Saturday, April 13, 2013

"Be Professional...."

That is the exhortation of the hypocrite who fears the truths of what a properly principled person is saying and doing.

I recently accurately noted that only "government hacks" masquerading as scientists would embrace the government positions about alcohol forensics that drive drunk driving prosecutions, and I earlier accurately called a government stool pigeon a "stoolie," and the judges in each circumstance went nuts; I was being "unprofessional."  They don't hesitate to call my clients drunks, murderers, robbers, rapists, burglars, but Heaven Forbid! that I accurately label one of their chums, or the chums of their beloved prosecutors, what they are.  And the complaint against my truthful labels and utterances always sounds in terms of lack of "professionalism."  So what does that mean, not being "professional"?

Our craft touts itself [with diminishing aptness!] a "learned profession."  And in that context, nobody is more factually or intellectually prepared, nor more supported in his positions by scholarly and accurate research, nor more able to present his positions by attention to proper procedure and evidentiary standards, nor more willing to treat the various actors in the courtroom with their "due respect" [the "respect" they are "due" based on their level of enlightenment or scholarship or thoughtfulness] than I, so what means "professional"? 

Has "professional" come to connote some juristic political correctness of saccharine phraseology or false deportment that hides the essence of that which is being discussed or conveyed?

I suppose the "be professional" crowd would find favor in the quietly dignified death camp commander who, with reserved profundity of mien, while pensively listening to Wagner, sipping Liebfraumilch, gently inhaling a French cigarette in a gold cigarette holder, dressed nattily in creased and starched uniform, with seriousness of purpose orders the monthly supply of Zyklon-B gas.  He would thereby "be professional."  In contrast, the firebrand who would loudly denounce him for his inhumane barbarism would be "unprofessional." 
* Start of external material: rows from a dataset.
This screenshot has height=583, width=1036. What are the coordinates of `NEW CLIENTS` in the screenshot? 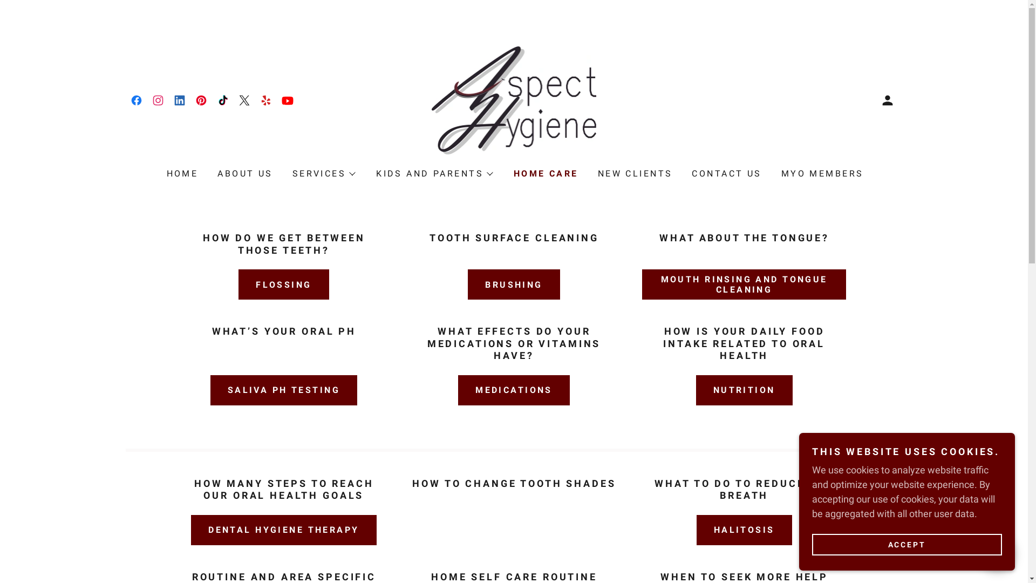 It's located at (635, 174).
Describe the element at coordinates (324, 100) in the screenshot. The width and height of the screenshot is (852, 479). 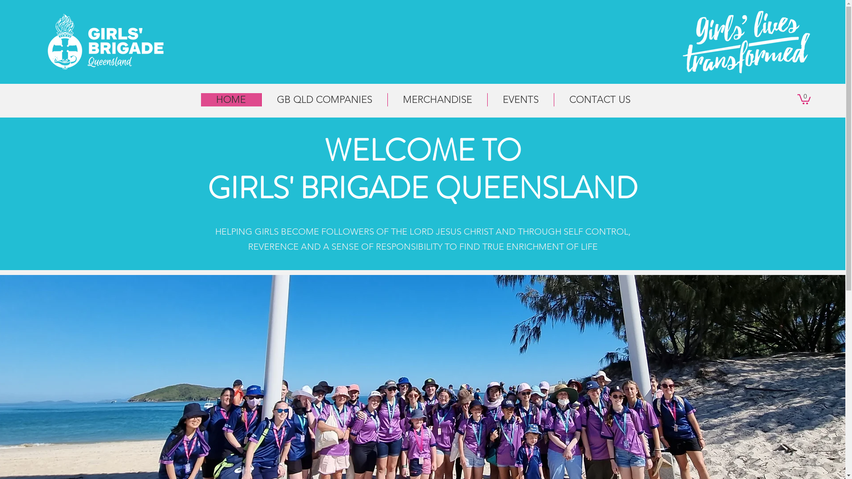
I see `GB QLD COMPANIES` at that location.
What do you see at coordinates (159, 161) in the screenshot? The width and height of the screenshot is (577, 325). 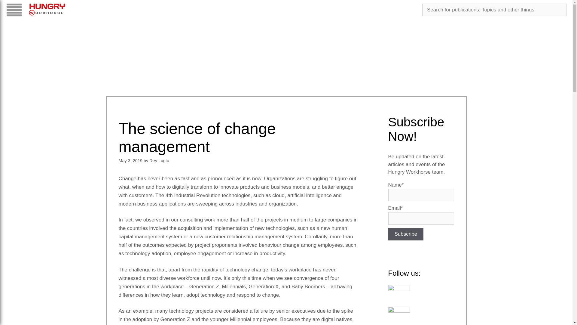 I see `Rey Lugtu` at bounding box center [159, 161].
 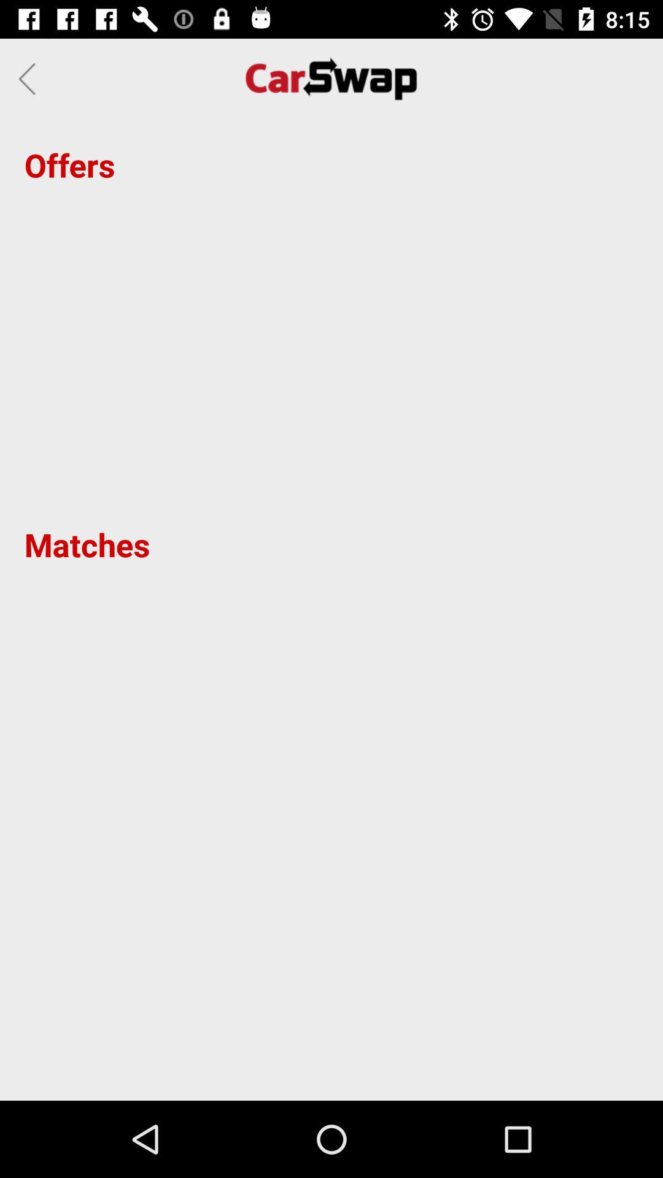 What do you see at coordinates (31, 79) in the screenshot?
I see `go back` at bounding box center [31, 79].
King George, III, violating colonial liberties with arms and ships and various affirmative outrages, while gently taking snuff from a solid gold case cradled in his lace-encircled hand, would be "professional"; in contrast, Samuel Adams dispatching the Sons of Liberty to dump the celebrated tea would be "unprofessional."  Sorry, Gang - I'll take Adams and the firebrand over those "professionals" any day of the week.

So, any time someone in power scolds you for being "unprofessional," sincerely thank him, because he thereby recognizes that you will demand substantive liberty over pretentious tyranny, that, in short, you are an American, while they and the ones they prefer are the Huns.

3 comments:

  1. You cannot be serious with this. I does not surprise that someone who wrote this would be labelled "unprofessional."

    ReplyDelete
    Replies
    1. *It
      *labeled

      I should use spellcheck.

      Delete
  2. That's ok: those who anonymously lambaste others are frequently illiterate. It's hard to read a dictionary in the dark shadows of anonymity.

    ReplyDelete

Be civil, intelligent, and non-confrontational.